These legalistic influencers had two motives, which are actually one motive viewed from two different angles. They wanted to please the nonbelieving Jews in their community.

As many as desire to make a good showing in the flesh, these would compel you to be circumcised, only that they may not suffer persecution for the cross of Christ.
Galatians 6:12
  • On one hand, they wanted to “look good” to their Jewish relatives and neighbors (and esp. to the religious leaders in their local synagogue).
  • On the other hand, they wanted to avoid being harassed, litigated against, beaten, imprisoned, or worse by these very same people.

They wanted to be able to say to their Jewish critics, “Don’t worry, we’re making the Gentile believers get circumcised and follow our dietary laws. It’s all good!” They wanted to follow Christ and keep the unbelieving Jews happy at the same time.

For not even those who are circumcised keep the law, but they desire to have you circumcised that they may boast in your flesh.
Galatians 6:13

Here Paul points out the irony of a legalistic lifestyle. People who promote legalistic practices often choose ceremonial, external, technical, and procedural behaviors (like styles of clothing, diet regulations, etc.) because these are easy to measure and enforce. Circumcision was one such 

Paul points out that though these people pressured Gentile believers to be circumcised out of “sensitivity to the law,” this was a very limited perspective because there were other ways that they *did* break the law. What makes circumcision so useful here is that it’s a one-time, external event, so you can do it and feel good for having done so indefinitely.

But most of the OT law pertained to repeated lifestyle issues and – as Christ pointed out – even internal, heart issues.

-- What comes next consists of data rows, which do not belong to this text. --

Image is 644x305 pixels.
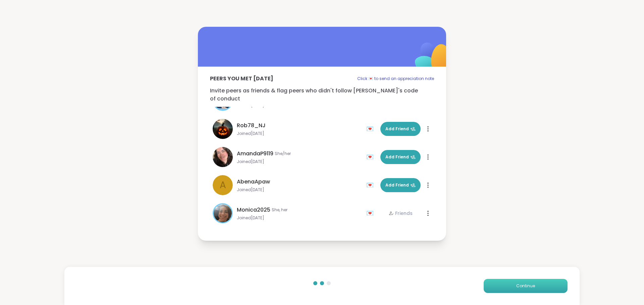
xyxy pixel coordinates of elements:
img: Rob78_NJ [213,119,233,139]
span: Monica2025 [237,206,270,214]
div: 💌 [366,208,376,218]
span: Joined [DATE] [237,159,362,164]
span: Joined [DATE] [237,131,362,136]
div: 💌 [366,124,376,134]
span: Add Friend [385,182,416,188]
button: Add Friend [380,178,420,192]
button: Add Friend [380,122,420,136]
span: Add Friend [385,126,416,132]
img: Monica2025 [213,204,232,223]
span: She, her [272,207,287,213]
button: Add Friend [380,150,420,164]
p: Click 💌 to send an appreciation note [357,75,434,82]
span: AmandaP9119 [237,150,274,158]
span: A [220,178,226,192]
p: Peers you met [DATE] [210,75,274,82]
p: Invite peers as friends & flag peers who didn't follow [PERSON_NAME]'s code of conduct [210,87,434,103]
img: ShareWell Logomark [399,25,466,92]
div: 💌 [366,180,376,191]
div: 💌 [366,152,376,163]
span: Rob78_NJ [237,121,265,130]
div: Friends [389,210,413,217]
span: Continue [516,283,535,289]
span: Add Friend [385,154,416,160]
img: AmandaP9119 [213,147,233,167]
span: Joined [DATE] [237,187,362,193]
span: She/her [275,151,291,157]
span: AbenaApaw [237,178,270,186]
button: Continue [484,279,567,293]
span: Joined [DATE] [237,216,362,221]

So, these people pushing circumcision were being hypocritical and simply pushed it so that they could brag about getting Gentile believers to come over to their side.

Godly Christian living is motivated by Christ’s death on the cross.

But God forbid that I should boast except in the cross of our Lord Jesus Christ, by whom the world has been crucified to me, and I to the world.
Galatians 6:14

Paul resisted this mindset. He refused to take pride in counting the number of his converts or taking credit for persuading them to follow Christ.

Instead of finding his worth, significance, and security in his ministerial accomplishments, converts, and so on, he found his worth and significance in one thing only – that Christ had died on the cross for him. Since he had trusted in Christ’s death for his salvation rather than his religious accomplishments, he experienced what Christ experienced – he died to this world and the way it measures significance.

When a person dies on a cross, the world shuns them and assigns them a deplorable reputation. But when a person dies on the cross, that person also shuns the world and the things the world values. Though we do not die on crosses, we died on the cross with Christ since he was dying in our place, therefore what the world thinks about us and how the world (even the religious world) measures our worth and significance should no longer matter to us, nor does our following Christ matter to them. We must learn to accept that and stop trying to impress other people with our performance.

Followers of Christ focus on spiritual transformation rather than peripheral issues.

For in Christ Jesus neither circumcision nor uncircumcision avails anything, but a new creation.
Galatians 6:15

Religious, technical, external, ceremonial practices like circumcision should no longer be a big deal to believers in the church. What matters is that God has made us a new creation. This “new creation” refers to genuine godliness, the kind we live out from the heart by the power of the Spirit, not the kind we cobble together by obeying OT rules and manmade regulations.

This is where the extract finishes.